Warriors Roll On, Blow Away Pilgrims [VIDEO]
SYRACUSE – Wawasee used the wind and some unlikely names to post a very solid 81-51 Northern Lakes Conference boys track win over Plymouth Thursday night at a blustery Warrior Field.
Before the state goes on red alert with this time – 10.51 – in the 100-meter dash by Wawasee’s Clayton Cook, understand there was a 20-mile-per-hour wind blowing directly down the home stretch. While Cook has posted some very fast times this spring and is capable, head coach Scott Lancaster made quick point to note Cook is not quite at an Olympic level. And won’t be any time soon.
“It’s nice to see people can move body parts that fast, wind or not,” laughed Lancaster. “We do that in training, trying to move the body faster. The wind can take you so far, but there is some truth to how fast you can run. Even if it is wind-aided.”
The wind shouldn’t diminish what Cook and his available teams did put together against a very sound Plymouth team. Missing several keys pieces to the puzzle whether through injury or for a handful on a class trip to Texas for the Super Mileage car showcase, Wawasee managed to have a few step in while the stars still lit up the track.
The Warriors (3-0 NLC) took 12 of the 16 events run Thursday and had a handful of names appear at the top of the lists that normally are not event winners. Jon Walker won the discus with a winning toss of 139’11” and was also fourth in the shot put and third in the pole vault, an event he trained for one day knowing Wawasee’s top two pole vaulters would be unavailable.
Sam Griner was a double winner in the one-mile (5:05.30) and two-mile (11:06.61) races. Griner was surrounded in both races by a convoy of Wawasee runners, and while some of the juniors and seniors could have ran away for better times, the freshman was escorted in by the experienced upperclassmen in a great show of teamwork.

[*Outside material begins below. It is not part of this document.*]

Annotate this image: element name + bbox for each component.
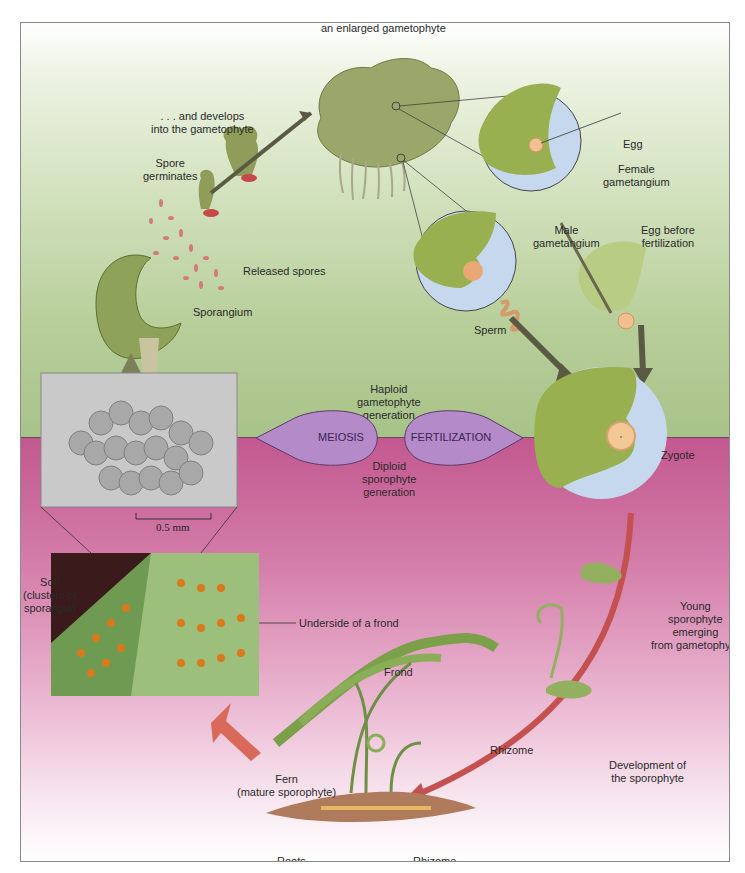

Wawasee swept both races convincingly.
Austin Rhodes sent the shot put at 41’10” for his first-ever event win with teammate Hunter Jones landed less than three inches off the mark for second place.
“This meet we were motivated because we lost a lot to the Super Mileage kids racing a car in Texas,” Lancaster said, noting contributors like Austin Yoder and Austin Trowbridge were out on the trip. “With them, we could have put this thing away very early. But that allows us to see people like Jon Walker and Austin Rhodes step in and score us some points. We had several do that for us tonight and that was a good thing to see.”

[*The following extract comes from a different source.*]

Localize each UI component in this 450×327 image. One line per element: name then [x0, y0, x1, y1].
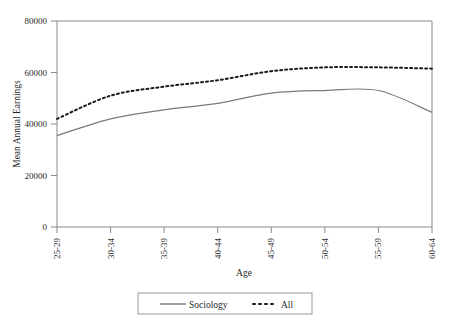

Cook would post two more individual wins, taking both the 110 hurdles (13.90) and the 300 hurdles (42.21) without much opposition, the 110 more commanding than the 300. JJ Gilmer also added his customary two wins in high jump (5’10”) and long jump (19’06.5″) but was hampered somewhat by the wind and its effects on his aerodynamics. Zach Cockrill ran a very impressive 1:59.59 in the 800, just missing the junior class record by less than a second held by Bill Sohl of 1:59.06 set in 1992.
Wawasee’s 4×100 and 4×800 relay teams both claimed wins, the speedsters at 44.37 and the pacers at 10:14.00.
Relays will be the theme this weekend as Wawasee will be among the many competing at Saturday’s Goshen Relays, a showcase of the who’s who of boys track in northern Indiana. Considering Wawasee will still have the Super Mileage kids in Texas and only a day to recover from the Plymouth meet, Lancaster isn’t expecting his team to exceed standards at the mega-meet. He wants his team ready for the showdown next Thursday with Warsaw and Concord.
“We really want to do well and run against the competition,” started Lancaster. “But, we are going in on one day of rest. We can’t really do a whole lot to prepare. We’ll be sore. We’ll work on some of the relay handoffs for the events we normally don’t run in a normal weekday meet. We’ll just go to Goshen and do what we can and try to stay healthy for the conference meets ahead.”